To take one attraction out of many; there are nymphs here with divine features, so gentle and kind, that you may well prefer them to your Camenae. Besides, there is a fashion which cannot be commended enough. Wherever you go, you are received on all hands with kisses; when you take leave, you are dismissed with kisses. If you go back, your salutes are returned to you. When a visit is paid, the first act of hospitality is a kiss, and when guests depart, the same entertainment is repeated; where ever a meeting takes place there is kissing in abundance; in fact whatever way you turn, you are never without it. Oh Faustus, if you had once tasted how sweet and fragrant those kisses are, you would indeed wish to be a traveller, not for ten years, like Solon, but for your whole life, in England.
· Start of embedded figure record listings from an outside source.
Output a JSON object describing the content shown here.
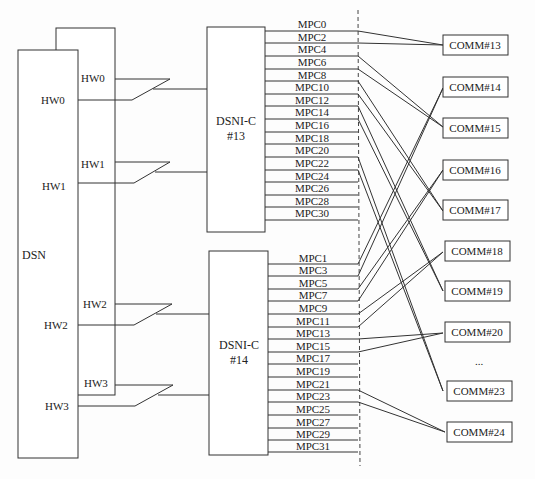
{
  "diagram": {
    "dsn": {
      "label": "DSN"
    },
    "dsn_back_ports": [
      "HW0",
      "HW1",
      "HW2",
      "HW3"
    ],
    "dsn_front_ports": [
      "HW0",
      "HW1",
      "HW2",
      "HW3"
    ],
    "dsni_modules": [
      {
        "label_line1": "DSNI-C",
        "label_line2": "#13"
      },
      {
        "label_line1": "DSNI-C",
        "label_line2": "#14"
      }
    ],
    "mpc_even": [
      "MPC0",
      "MPC2",
      "MPC4",
      "MPC6",
      "MPC8",
      "MPC10",
      "MPC12",
      "MPC14",
      "MPC16",
      "MPC18",
      "MPC20",
      "MPC22",
      "MPC24",
      "MPC26",
      "MPC28",
      "MPC30"
    ],
    "mpc_odd": [
      "MPC1",
      "MPC3",
      "MPC5",
      "MPC7",
      "MPC9",
      "MPC11",
      "MPC13",
      "MPC15",
      "MPC17",
      "MPC19",
      "MPC21",
      "MPC23",
      "MPC25",
      "MPC27",
      "MPC29",
      "MPC31"
    ],
    "comm_boxes": [
      "COMM#13",
      "COMM#14",
      "COMM#15",
      "COMM#16",
      "COMM#17",
      "COMM#18",
      "COMM#19",
      "COMM#20",
      "COMM#23",
      "COMM#24"
    ],
    "ellipsis": "...",
    "connections": [
      {
        "from": [
          "MPC0",
          "MPC2"
        ],
        "to": "COMM#13"
      },
      {
        "from": [
          "MPC4",
          "MPC6"
        ],
        "to": "COMM#15"
      },
      {
        "from": [
          "MPC8",
          "MPC10"
        ],
        "to": "COMM#17"
      },
      {
        "from": [
          "MPC12",
          "MPC14"
        ],
        "to": "COMM#19"
      },
      {
        "from": [
          "MPC20",
          "MPC22"
        ],
        "to": "COMM#23"
      },
      {
        "from": [
          "MPC1",
          "MPC3"
        ],
        "to": "COMM#14"
      },
      {
        "from": [
          "MPC5",
          "MPC7"
        ],
        "to": "COMM#16"
      },
      {
        "from": [
          "MPC9",
          "MPC11"
        ],
        "to": "COMM#18"
      },
      {
        "from": [
          "MPC13",
          "MPC15"
        ],
        "to": "COMM#20"
      },
      {
        "from": [
          "MPC23",
          "MPC25"
        ],
        "to": "COMM#24"
      }
    ]
  }
}
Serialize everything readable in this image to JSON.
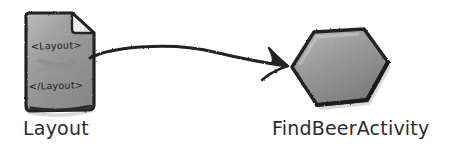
{
  "diagram": {
    "background_color": "#ffffff",
    "ink_color": "#232323",
    "nodes": [
      {
        "id": "layout",
        "shape": "document-page-folded-corner",
        "label": "Layout",
        "fill_color": "#9a9a9a",
        "contents": [
          "<Layout>",
          "</Layout>"
        ]
      },
      {
        "id": "findbeeractivity",
        "shape": "hexagon",
        "label": "FindBeerActivity",
        "fill_color": "#8f8f8f"
      }
    ],
    "connector": {
      "style": "hand-drawn-curved-arrow",
      "from": "layout",
      "to": "findbeeractivity",
      "arrowhead": "two-barb"
    }
  }
}
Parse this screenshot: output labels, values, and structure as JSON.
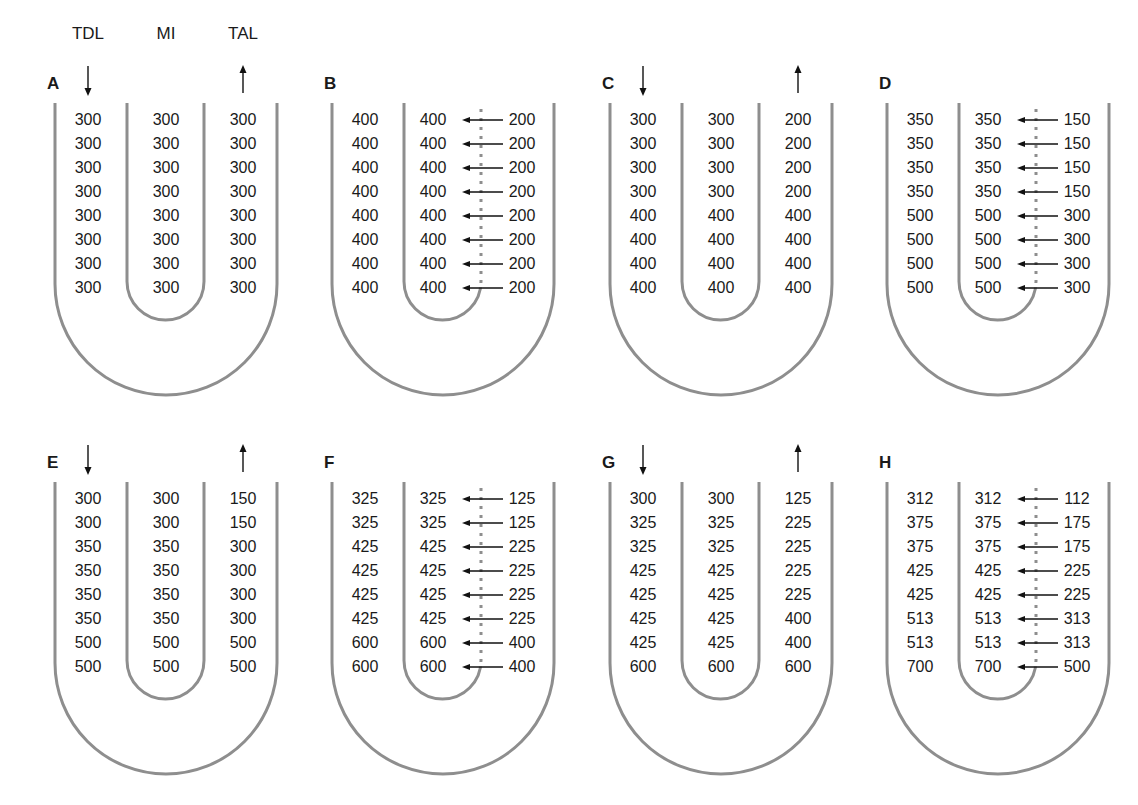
{
  "headers": {
    "left": "TDL",
    "middle": "MI",
    "right": "TAL"
  },
  "colors": {
    "tube": "#8e8e8e",
    "text": "#1a1a1a",
    "arrow": "#111111"
  },
  "panels": [
    {
      "label": "A",
      "flow_arrows": false,
      "transport": false,
      "rows": [
        [
          300,
          300,
          300
        ],
        [
          300,
          300,
          300
        ],
        [
          300,
          300,
          300
        ],
        [
          300,
          300,
          300
        ],
        [
          300,
          300,
          300
        ],
        [
          300,
          300,
          300
        ],
        [
          300,
          300,
          300
        ],
        [
          300,
          300,
          300
        ]
      ]
    },
    {
      "label": "B",
      "flow_arrows": false,
      "transport": true,
      "rows": [
        [
          400,
          400,
          200
        ],
        [
          400,
          400,
          200
        ],
        [
          400,
          400,
          200
        ],
        [
          400,
          400,
          200
        ],
        [
          400,
          400,
          200
        ],
        [
          400,
          400,
          200
        ],
        [
          400,
          400,
          200
        ],
        [
          400,
          400,
          200
        ]
      ]
    },
    {
      "label": "C",
      "flow_arrows": true,
      "transport": false,
      "rows": [
        [
          300,
          300,
          200
        ],
        [
          300,
          300,
          200
        ],
        [
          300,
          300,
          200
        ],
        [
          300,
          300,
          200
        ],
        [
          400,
          400,
          400
        ],
        [
          400,
          400,
          400
        ],
        [
          400,
          400,
          400
        ],
        [
          400,
          400,
          400
        ]
      ]
    },
    {
      "label": "D",
      "flow_arrows": false,
      "transport": true,
      "rows": [
        [
          350,
          350,
          150
        ],
        [
          350,
          350,
          150
        ],
        [
          350,
          350,
          150
        ],
        [
          350,
          350,
          150
        ],
        [
          500,
          500,
          300
        ],
        [
          500,
          500,
          300
        ],
        [
          500,
          500,
          300
        ],
        [
          500,
          500,
          300
        ]
      ]
    },
    {
      "label": "E",
      "flow_arrows": true,
      "transport": false,
      "rows": [
        [
          300,
          300,
          150
        ],
        [
          300,
          300,
          150
        ],
        [
          350,
          350,
          300
        ],
        [
          350,
          350,
          300
        ],
        [
          350,
          350,
          300
        ],
        [
          350,
          350,
          300
        ],
        [
          500,
          500,
          500
        ],
        [
          500,
          500,
          500
        ]
      ]
    },
    {
      "label": "F",
      "flow_arrows": false,
      "transport": true,
      "rows": [
        [
          325,
          325,
          125
        ],
        [
          325,
          325,
          125
        ],
        [
          425,
          425,
          225
        ],
        [
          425,
          425,
          225
        ],
        [
          425,
          425,
          225
        ],
        [
          425,
          425,
          225
        ],
        [
          600,
          600,
          400
        ],
        [
          600,
          600,
          400
        ]
      ]
    },
    {
      "label": "G",
      "flow_arrows": true,
      "transport": false,
      "rows": [
        [
          300,
          300,
          125
        ],
        [
          325,
          325,
          225
        ],
        [
          325,
          325,
          225
        ],
        [
          425,
          425,
          225
        ],
        [
          425,
          425,
          225
        ],
        [
          425,
          425,
          400
        ],
        [
          425,
          425,
          400
        ],
        [
          600,
          600,
          600
        ]
      ]
    },
    {
      "label": "H",
      "flow_arrows": false,
      "transport": true,
      "rows": [
        [
          312,
          312,
          112
        ],
        [
          375,
          375,
          175
        ],
        [
          375,
          375,
          175
        ],
        [
          425,
          425,
          225
        ],
        [
          425,
          425,
          225
        ],
        [
          513,
          513,
          313
        ],
        [
          513,
          513,
          313
        ],
        [
          700,
          700,
          500
        ]
      ]
    }
  ]
}
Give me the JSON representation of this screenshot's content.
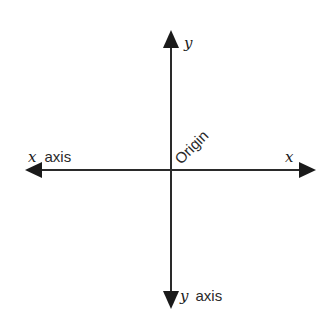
{
  "diagram": {
    "type": "coordinate-axes",
    "labels": {
      "y_top": "y",
      "x_right": "x",
      "x_left_var": "x",
      "x_left_text": "axis",
      "y_bottom_var": "y",
      "y_bottom_text": "axis",
      "origin": "Origin"
    },
    "colors": {
      "axis": "#2a2a2a",
      "background": "#ffffff"
    }
  }
}
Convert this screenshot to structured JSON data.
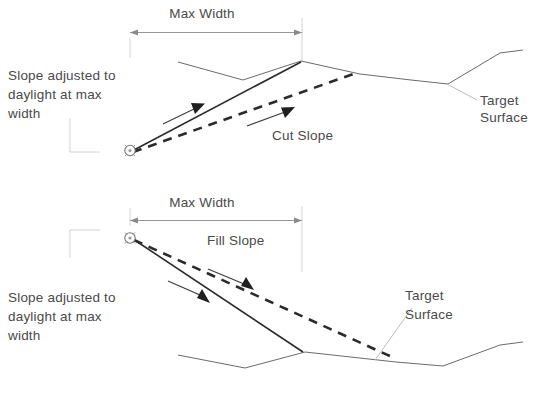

The rest of my story we will laugh over together, for I hope to see you before long. Farewell.

From England, 1499.

-from The Epistles of Erasmus, From the Earliest Letters to His Fifty-First Year, Arranged in Order of Time; translated from the Latin with notes and commentary by Francis Morgan Nichols (London: Longman's Green & Co., 1901) p. 203-204.

Thursday, November 15, 2007

Erasmus's Judicious Apology

[Desiderious Erasmus to William Blount, Lord Mountjoy]


Epistle 76


My greetings to you, well-named Monjoie. I ought to beg pardon, but I prefer to make a defence. I acknowledge the trespass I have committed in cheating you of your lessons to-day, but necessity and not my will has been the cause. I am compelled to provide their burden of letters for two messengers at the same time. Beware how you shift the position, and object that my plea of necessity is false; for then the status of the plaintiff and defendant will be changed, and the subject will cease to be judicial, and be conjectural, or a matter of definition, the question being, what is necessity. But look what a clever defendant you have. I plead before I am summoned; and, with no prosecutor, and myself both defendant and judge, I am sure of acquittal. Farewell, and remain in favour with the Muses.


[Paris, 1498]
-from The Epistles of Erasmus, From the Earliest Letters to His Fifty-First Year, Arranged in Order of Time; translated from the Latin with notes and commentary by Francis Morgan Nichols (London: Longman's Green & Co., 1901) p.167.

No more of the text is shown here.